LEWISTON, Maine - A prank in which a middle-schooler tossed a slab of leftover Easter ham onto a table surrounded by Somalian Muslim youngsters has exposed - yet again - the gaping cultural divide in this struggling former mill town.

LEWISTON, Maine - A prank in which a middle-schooler tossed a slab of leftover Easter ham onto a table surrounded by Somalian Muslim youngsters has exposed - yet again - the gaping cultural divide in this struggling former mill town.

Over the last six years, as many as 3,500 black refugees from the war-torn African country have settled in this nearly all-white, heavily French Canadian, and largely Roman Catholic city of 36,000, giving Lewiston the highest concentration of Somalis in America.

Along Lisbon Street, the main downtown thoroughfare, the latest newcomers to a city built by waves of immigrants have created a mosque, the Red Sea restaurant, and a couple of halal grocery stores as they try to adapt to their strange new world.

Women in colorful head scarves or ankle-length hijabs can be seen walking together, not far from the canals, the once-bustling mills, and the twin spires of the Basilica of Saints Peter and Paul, built with mill hands' dollars.

But the influx of Somalis has raised tensions.

In 2002, Larry Raymond, then the mayor, created a furor when he issued a letter asking Lewiston's Somalis, then numbering about 1,000, to advise their countrymen not to come here because the city's resources were "maxed out."

Tensions ran high again last summer when a man rolled a pig's head into a Somalian mosque during evening prayers. (Pork is considered unclean by Muslims.) The man, who said he did it as a joke, was charged with desecrating a place of worship. He committed suicide after a recent standoff with police.

Then, on April 11, came the ham incident. The student was suspended, and the Maine attorney general looked into whether the prank represented a hate crime. No charges were filed.

Haaruan Sheekhey, 27, a Somali who moved to Lewiston from Denver two years ago, said he was ready to try his luck elsewhere. His restaurant failed after it was hit by vandals who scratched a swastika on a window, he said, and employers are reluctant to hire Somalis.

"If somebody says 'I'm happy in Lewiston,' they're lying," he said. "We're having a hard time in this city. We're struggling. We're trying so hard to be part of this community, trying so hard to find a job, but nobody gives us a chance."

Others, however, say that the Somalis are assimilating well and that a few incidents do not reflect the way the newcomers have been accepted.

"Yes, there is some friction every once in a while, but that often gets blown out of proportion," said Pierrot Rugaba, program director for refugee and immigration services of Catholic Charities Maine. "Things have improved, but, like everything else, it takes time."

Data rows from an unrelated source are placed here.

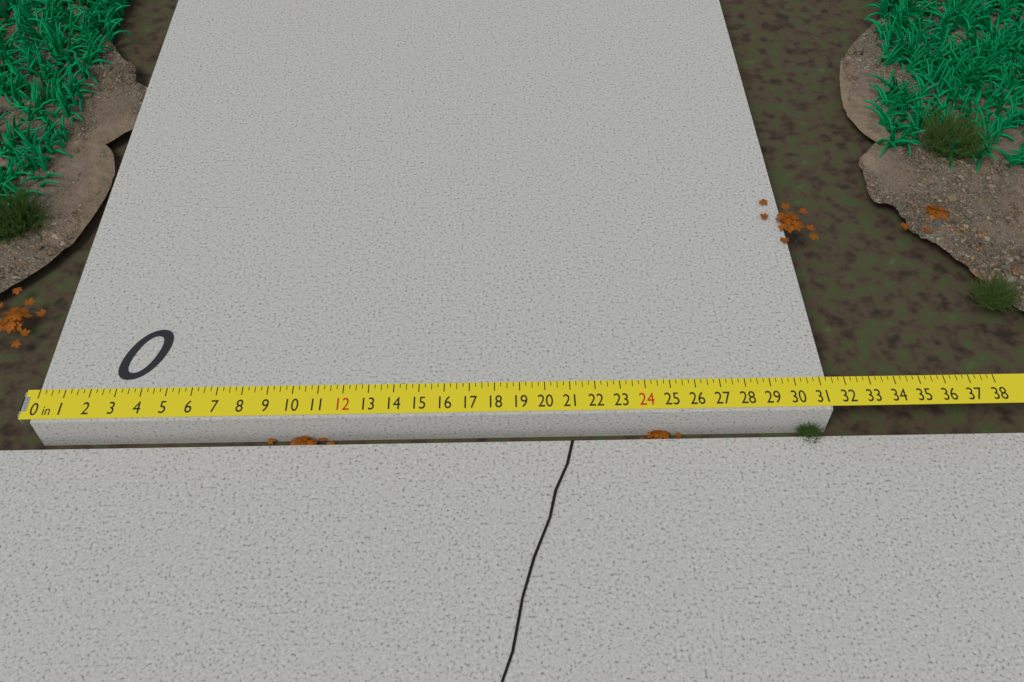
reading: 31.25 in
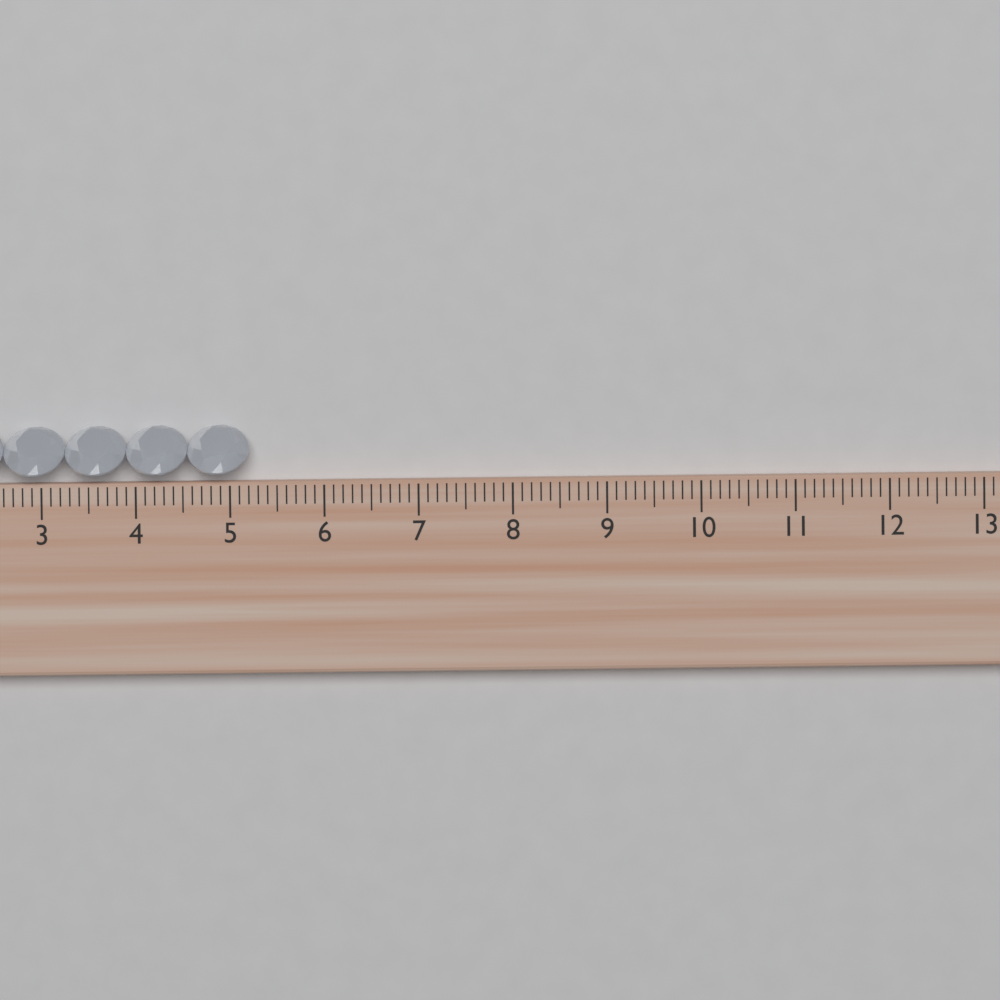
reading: 5.2 cm
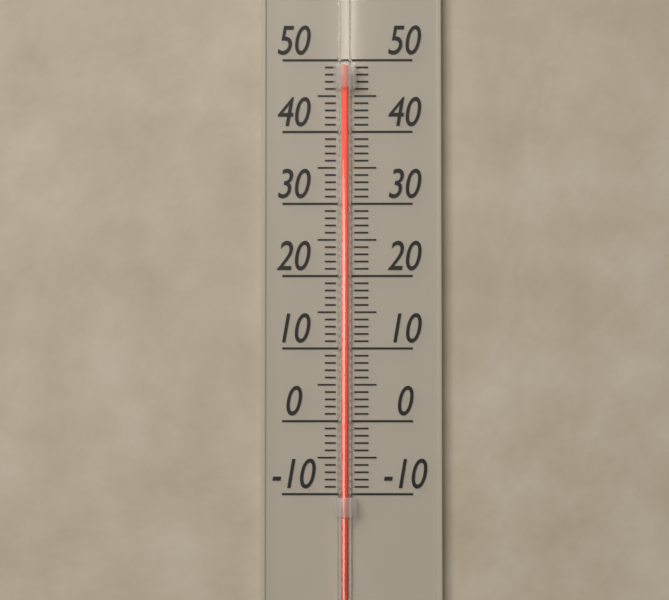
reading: 49 (no unit)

Many Somalis have moved into the city's housing projects, while others are clustered in the downtown area in aging three- and four-story tenements formerly occupied by French Canadian immigrants who worked at the textile mills in the city's industrial heyday in the late 19th and early 20th centuries.

By most accounts, language problems and a lack of job opportunities have proven to be the biggest hurdle to Lewiston's Somalis as they try to move up the economic ladder, leading many to shift their hopes and dreams to the next generation.

"Their children are the only assets they have. They left everything else in Somalia," said Said Mohamud, manager of the Mogadishu Store, a grocery.

Mohamud, 46, who taught chemistry at a university in the Somalian capital, has a daughter studying at Smith College who plans to go on to medical school and another child studying accounting at Barry University in Florida. His six other children also plan to go to college, he said.

The Somalis began arriving in this city in February 2001, beginning the ethnic transformation of a city that was 97 percent white. Somalis now represent close to 10 percent of Lewiston's population, with an additional 30 or so arriving each month. Because of the Somalis' large families, the percentage in the schools is even higher.

Jimmy Simones, owner of a restaurant near City Hall and grandson of Greek immigrants, said incidents like those involving the pig's head and the ham should not overshadow the way the city has welcomed its latest arrivals from abroad. Overall, he said, the Somalis are winning acceptance.

"All newcomers run into these bumps in the road," he said. "This is nothing different."